Application of Improved Grey Prediction Model to Short Term Load Forecasting Guo-Dong Li*, Daisuke Yamaguchi**, Masatake Nagai*** Abstract – The grey model GM(1,1) based on the grey system theory has recently emerged as a powerful tool for short term load forecasting (STLF) problem. Since GM(1,1) is only first order dynamic grey model, the accuracy is not satisfactory when original data show great randomness. In this paper, we proposed improved dynamic mode GM(2,1) to enhance forecasted accuracy. Then it is applied to improve STLF performance. The improved procedure is shown as follows briefly: We presented a grey interval analysis, then this analysis based whitening coefficients were presented. Furthermore, these coefficients were combined with cubic spline function to establish GM(2,1) model. Finally, Taylor approximation method is presented to optimize these whitening coefficients and make forecasted error reduce to minimum. The improved GM(2,1) model is defined as T-3spGM(2,1) and it can overcome above mentioned shortcomings. The power system load data of ordinary and special days were used to test the proposed model. The experimental results showed that the proposed T-3spGM(2,1) model has better performance for STLF problem.

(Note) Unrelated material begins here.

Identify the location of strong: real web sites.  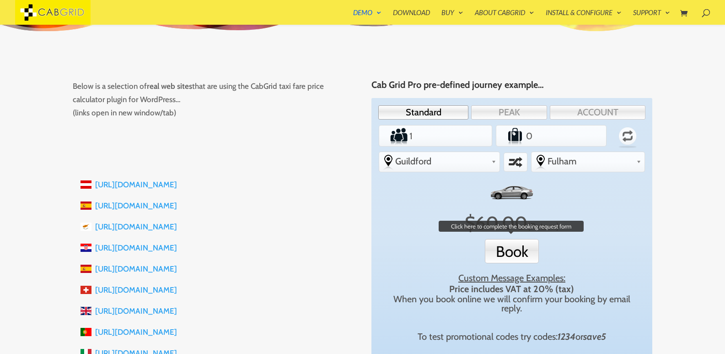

Keywords: short term load forecasting (STLF), grey forecasting model GM(2,1), cubic spline function, Taylor approximation method, grey interval analysis. 1. Introduction The short term load forecasting (STLF) problem has been widely studied in the field of electrical power and energy systems. The reason is that accurate forecasting helps in the real-time power generation, efficient energy management, and economic cost saving. Up to present, proposed methods for STLF problem can be roughly divided into four types: time series method, regression method, expert-based method and neural network based method. These methods need not only a large amount of history data but also typical distributions, and use the statistic method to analyze the characteristics of the system. Thus, these methods are limited by the used history data. Therefore, they are often difficult to carry on and even not approachable due to cost consideration. In order to reduce the amount of sample data and obtain high accuracy, Deng presented the grey system theory [1]. The grey model (GM) based on the grey system theory is a forecasting dynamic model and has been applied to many forecasting fields. The GM has three properties: First, it does not need a large amount of sample data. Second, its calculation is simple. Third, it can use random sample data. Since1990s, the approach based on GM is getting more and more attention for its promising results in STLF. In the beginning, researchers are trying to demonstrate the feasibility of applying GM to STLF *

Dept. of Science and Engineer, Teikyo University, Japan. ([email protected]) ** Dept. of Engineering, Kanagawa University, Japan. ( [email protected]) *** Faculty of Engineering, Kanagawa University, Japan. ( [email protected])

problem in power engineering. Recently, efforts are put to improve the forecasting performance of GM [2]. A wide variety of methods to improve STLF performance have been reported which include combining with ARIMA model or neural network, error compensation and data preprocessing etc.. But these methods were proposed only based on GM(1,1) which stands for the first order grey dynamic model with one variable. It is analyzed and discussed that GM(1,1) is only first dynamic differential equation model, the accuracy is not satisfactory when original data shown great randomness. Even if the improved GM(1,1) is used to resolve STLF problem, but the basic weak point cannot be settled. Up to present, GM(2,1) which stands for the second order grey dynamic model with one variable is not applied to STLF problem in power engineering still. It has pointed out that the differential equation model of GM(2,1) has very serious morbidity problem and suggested that it must be careful to use GM(2,1). However, there is not an effective method for using GM(2,1). Since the change of power load include second order factors, if GM(2,1) is not used, the superior properties of grey dynamic model cannot be expressed completely. In this paper, we proposed an improved GM(2,1) model, then it is applied to perform load forecasting. The improved procedure is shown as follows briefly: First, we presented a grey interval analysis. Second, this analysis based whitening coefficients were presented, furthermore, these coefficients were combined with cubic spline function to establish GM(2,1) model. Finally, Taylor approximation method is presented to optimize these whitening coefficients and made forecasted error reduce to minimum. The improved GM(2,1) model is defined as T-3spGM(2,1).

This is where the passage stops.